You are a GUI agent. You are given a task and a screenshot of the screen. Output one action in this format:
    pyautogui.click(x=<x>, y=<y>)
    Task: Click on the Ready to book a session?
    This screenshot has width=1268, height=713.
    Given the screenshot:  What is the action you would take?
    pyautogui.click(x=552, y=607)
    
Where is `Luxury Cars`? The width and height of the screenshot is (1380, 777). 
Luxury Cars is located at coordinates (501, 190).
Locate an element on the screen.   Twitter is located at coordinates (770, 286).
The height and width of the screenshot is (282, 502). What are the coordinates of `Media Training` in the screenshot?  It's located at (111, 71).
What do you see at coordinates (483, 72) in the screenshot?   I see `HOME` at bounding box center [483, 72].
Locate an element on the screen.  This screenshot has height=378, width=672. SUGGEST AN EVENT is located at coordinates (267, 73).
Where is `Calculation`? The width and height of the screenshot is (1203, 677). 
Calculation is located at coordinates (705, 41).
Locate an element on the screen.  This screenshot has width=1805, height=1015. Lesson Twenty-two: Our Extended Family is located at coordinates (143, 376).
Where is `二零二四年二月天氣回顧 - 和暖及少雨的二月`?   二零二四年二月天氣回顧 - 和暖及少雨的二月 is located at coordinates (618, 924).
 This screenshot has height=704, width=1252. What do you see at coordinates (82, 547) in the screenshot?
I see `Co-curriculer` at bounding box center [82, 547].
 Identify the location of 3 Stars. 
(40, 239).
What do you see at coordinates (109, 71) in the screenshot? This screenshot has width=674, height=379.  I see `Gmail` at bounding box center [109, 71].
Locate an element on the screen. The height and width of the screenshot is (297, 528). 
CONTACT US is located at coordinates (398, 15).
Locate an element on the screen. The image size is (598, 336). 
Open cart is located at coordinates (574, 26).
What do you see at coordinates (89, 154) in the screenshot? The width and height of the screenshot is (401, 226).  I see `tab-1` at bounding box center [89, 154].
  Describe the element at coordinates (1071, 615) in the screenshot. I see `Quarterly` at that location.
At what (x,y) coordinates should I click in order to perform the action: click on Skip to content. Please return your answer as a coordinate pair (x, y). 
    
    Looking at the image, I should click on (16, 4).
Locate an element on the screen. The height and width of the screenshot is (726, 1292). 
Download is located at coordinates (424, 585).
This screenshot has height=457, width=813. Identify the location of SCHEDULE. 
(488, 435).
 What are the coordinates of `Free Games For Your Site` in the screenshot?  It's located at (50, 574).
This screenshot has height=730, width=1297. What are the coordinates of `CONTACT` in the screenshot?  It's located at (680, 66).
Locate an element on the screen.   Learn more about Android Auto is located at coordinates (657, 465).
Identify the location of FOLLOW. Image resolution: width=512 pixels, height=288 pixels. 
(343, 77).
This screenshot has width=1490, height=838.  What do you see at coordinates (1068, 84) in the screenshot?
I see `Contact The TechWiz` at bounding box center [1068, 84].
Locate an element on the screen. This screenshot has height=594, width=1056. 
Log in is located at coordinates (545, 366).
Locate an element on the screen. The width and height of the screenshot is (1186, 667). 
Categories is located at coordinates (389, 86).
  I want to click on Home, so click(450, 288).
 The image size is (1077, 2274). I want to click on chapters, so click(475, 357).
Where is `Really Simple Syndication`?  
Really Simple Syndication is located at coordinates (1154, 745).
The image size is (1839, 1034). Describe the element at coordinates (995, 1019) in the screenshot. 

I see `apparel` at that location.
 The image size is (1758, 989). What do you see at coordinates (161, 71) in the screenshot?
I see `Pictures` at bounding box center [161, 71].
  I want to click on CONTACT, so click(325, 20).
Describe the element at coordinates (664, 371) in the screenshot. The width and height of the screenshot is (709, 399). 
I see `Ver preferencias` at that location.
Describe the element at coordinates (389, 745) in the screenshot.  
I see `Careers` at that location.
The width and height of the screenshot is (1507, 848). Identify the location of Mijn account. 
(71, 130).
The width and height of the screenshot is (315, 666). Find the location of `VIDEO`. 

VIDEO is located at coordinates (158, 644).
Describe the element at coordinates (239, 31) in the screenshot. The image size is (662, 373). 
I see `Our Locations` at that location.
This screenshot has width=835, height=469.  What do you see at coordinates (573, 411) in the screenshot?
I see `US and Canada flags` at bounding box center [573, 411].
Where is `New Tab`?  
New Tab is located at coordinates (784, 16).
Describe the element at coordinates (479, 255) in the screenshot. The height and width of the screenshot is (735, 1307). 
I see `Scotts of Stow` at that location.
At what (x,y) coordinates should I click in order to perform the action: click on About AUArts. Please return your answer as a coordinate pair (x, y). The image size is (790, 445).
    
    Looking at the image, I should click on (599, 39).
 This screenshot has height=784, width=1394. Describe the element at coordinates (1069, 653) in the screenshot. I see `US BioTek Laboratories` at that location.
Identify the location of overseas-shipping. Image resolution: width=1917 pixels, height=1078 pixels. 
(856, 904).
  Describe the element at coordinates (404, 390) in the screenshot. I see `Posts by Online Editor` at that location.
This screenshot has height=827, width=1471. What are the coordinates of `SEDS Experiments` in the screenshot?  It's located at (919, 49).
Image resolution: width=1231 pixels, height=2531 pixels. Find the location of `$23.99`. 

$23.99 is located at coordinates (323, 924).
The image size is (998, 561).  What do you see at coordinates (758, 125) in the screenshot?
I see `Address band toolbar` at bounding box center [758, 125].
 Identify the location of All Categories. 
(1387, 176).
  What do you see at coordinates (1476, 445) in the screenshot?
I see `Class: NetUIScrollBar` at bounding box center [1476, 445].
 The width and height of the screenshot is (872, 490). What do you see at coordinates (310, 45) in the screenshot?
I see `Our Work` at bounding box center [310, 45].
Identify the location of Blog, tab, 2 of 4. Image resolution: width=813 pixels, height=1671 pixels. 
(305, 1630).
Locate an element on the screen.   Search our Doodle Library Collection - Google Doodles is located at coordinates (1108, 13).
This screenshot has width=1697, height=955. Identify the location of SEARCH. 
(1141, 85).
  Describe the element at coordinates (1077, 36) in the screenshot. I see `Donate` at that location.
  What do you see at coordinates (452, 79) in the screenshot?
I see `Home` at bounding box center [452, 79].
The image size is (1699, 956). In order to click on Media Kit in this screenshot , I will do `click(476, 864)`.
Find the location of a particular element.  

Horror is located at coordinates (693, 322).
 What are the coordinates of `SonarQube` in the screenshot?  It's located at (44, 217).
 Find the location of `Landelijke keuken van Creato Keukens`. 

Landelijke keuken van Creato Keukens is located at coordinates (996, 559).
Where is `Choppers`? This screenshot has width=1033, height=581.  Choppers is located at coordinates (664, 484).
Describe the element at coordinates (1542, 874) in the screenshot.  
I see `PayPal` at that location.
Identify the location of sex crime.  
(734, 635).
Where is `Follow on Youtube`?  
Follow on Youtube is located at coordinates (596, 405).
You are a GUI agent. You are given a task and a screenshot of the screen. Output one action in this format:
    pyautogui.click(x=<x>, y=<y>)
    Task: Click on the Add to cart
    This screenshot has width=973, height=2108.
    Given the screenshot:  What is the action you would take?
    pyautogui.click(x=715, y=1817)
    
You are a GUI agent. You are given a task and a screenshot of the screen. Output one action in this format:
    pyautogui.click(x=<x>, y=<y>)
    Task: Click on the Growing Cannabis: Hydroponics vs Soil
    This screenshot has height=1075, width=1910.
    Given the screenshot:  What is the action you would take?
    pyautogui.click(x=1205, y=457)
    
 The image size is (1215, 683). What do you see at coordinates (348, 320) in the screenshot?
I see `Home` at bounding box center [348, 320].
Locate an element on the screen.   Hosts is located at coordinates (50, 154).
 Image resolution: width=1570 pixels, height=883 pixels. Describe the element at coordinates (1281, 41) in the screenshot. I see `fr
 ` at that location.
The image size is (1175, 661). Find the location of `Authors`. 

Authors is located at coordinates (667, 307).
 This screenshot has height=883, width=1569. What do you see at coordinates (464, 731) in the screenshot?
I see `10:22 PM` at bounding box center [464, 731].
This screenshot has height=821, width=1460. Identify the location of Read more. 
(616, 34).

- **Assignment**: In the listing above, find the line with "Task: Click on the Add to cart" and the line with "Task: Click on the Growing"; output exactly those lines and all lines between them.

- **Expected output**:
    Task: Click on the Add to cart
    This screenshot has width=973, height=2108.
    Given the screenshot:  What is the action you would take?
    pyautogui.click(x=715, y=1817)
    
You are a GUI agent. You are given a task and a screenshot of the screen. Output one action in this format:
    pyautogui.click(x=<x>, y=<y>)
    Task: Click on the Growing Cannabis: Hydroponics vs Soil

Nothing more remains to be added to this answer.